(Image: Graham F Sparkes, reproduced with permission)
It may not be much to look at, but this battered cockpit section of an F-4 Phantom interceptor once belonged to a machine that sported an unusual paint scheme while in US Navy service. The F-4J aircraft, serial number ZE352 during its latter days with the RAF, had once been designated 153783 on the force of VX-4, Air Test and Evaluation Squadron Four at Naval Air Station Point Magu in California.
Known as Black Bunny due to its paint scheme and the Playboy rabbit that appeared on its tail fin during that time, the Phantom was one of several F-4 variants operated by ‘The Evaluators’ from the 1960s until the F-14 took over in the early ’70s. During that period Phantom 153783 helped prove technologies and tactics later employed by operational units.
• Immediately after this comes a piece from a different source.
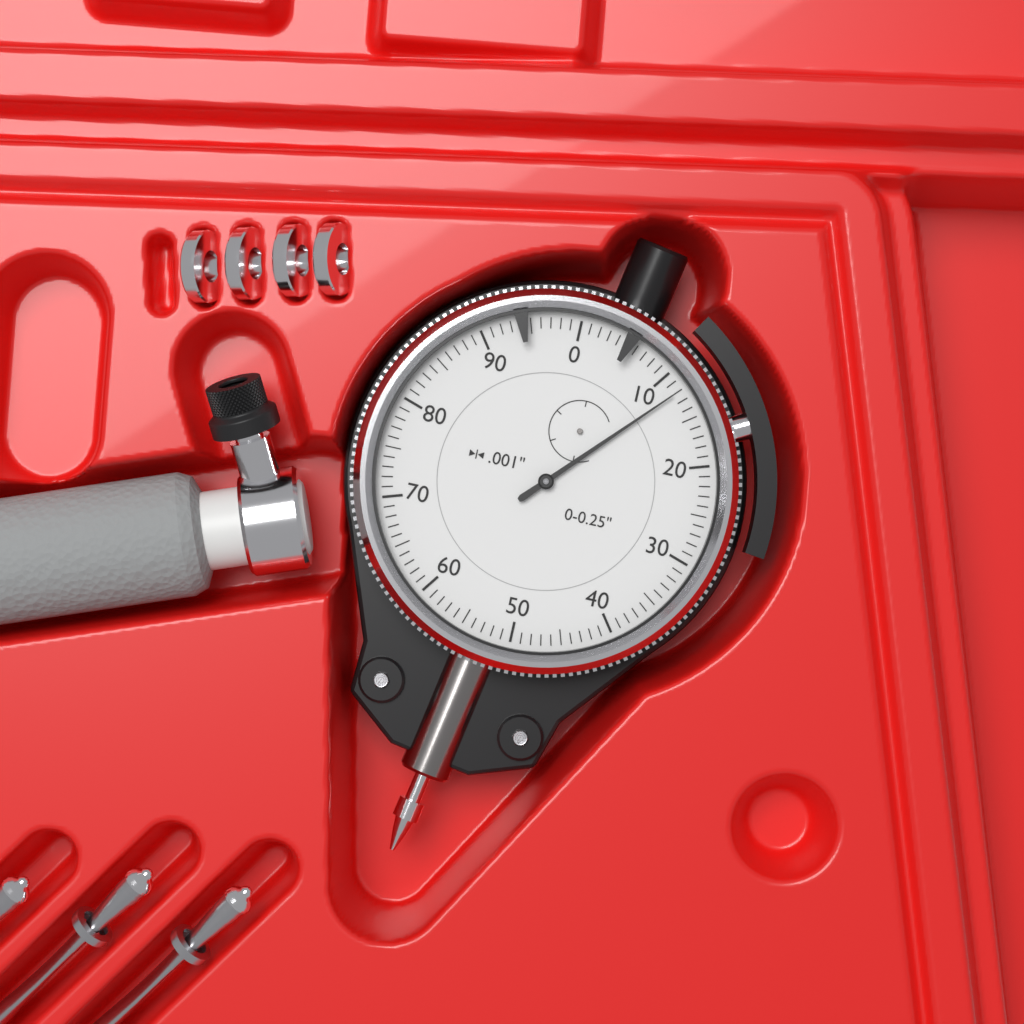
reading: 0.012 in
(Image: US Navy, public domain)
Above, 153783 leads of four ship flight of Phantoms comprised of two F-4Js, one F-4B in traditional USN markings and a QF-4B to the rear.
After the Falklands War in 1982, a squadron of British Phantom FGR.2s was deployed to the South Atlantic islands to guard against further Argentine aggression, which left a gap in the UK’s air defence. As a result, the RAF bought 15 low hours, second-hand Phantoms from the US Navy, which had been extensively refurbished and stored at Davis-Monthan AFB’s famous AMARG ‘boneyard’.
(Image: US Navy, public domain)
Among the 15 airframes was 153783 which gained the RAF serial number ZE352 (above). Known as the F-4J(UK) in UK service, this variant was chosen due to its compatibility with the RAF’s F-4K and F-4M jets (UK designation FG.1 and FGR.2). Operated by 74 Squadron at RAF Wattisham, the ex-US Navy Phantoms were finally withdrawn from service in January 1991.
Today, only two complete examples of the F-4J(UK) survive. One is resplendent in US markings in the Imperial War Museum at Duxford. The other is in a rather different condition, and somewhat endangered, at the Defence Fire Training School at Manston in Kent.
(Image: US Navy, public domain)
Phantom ZE352 was scrapped along with the majority of British F-4s in the early 1990s, but the cockpit survived and is now in private storage at the former RAF Hooton Park on the Wirral Peninsula in northwest England. The photograph (top) was taken in 2001, so hopefully the remains of 153783 have been smartened up since that time, perhaps in Black Bunny attire!
The post Cockpit of F-4J(UK) ZE352: Remains of Former US Navy ‘Evaluators’ Phantom ‘Black Bunny’ appeared first on Urban Ghosts.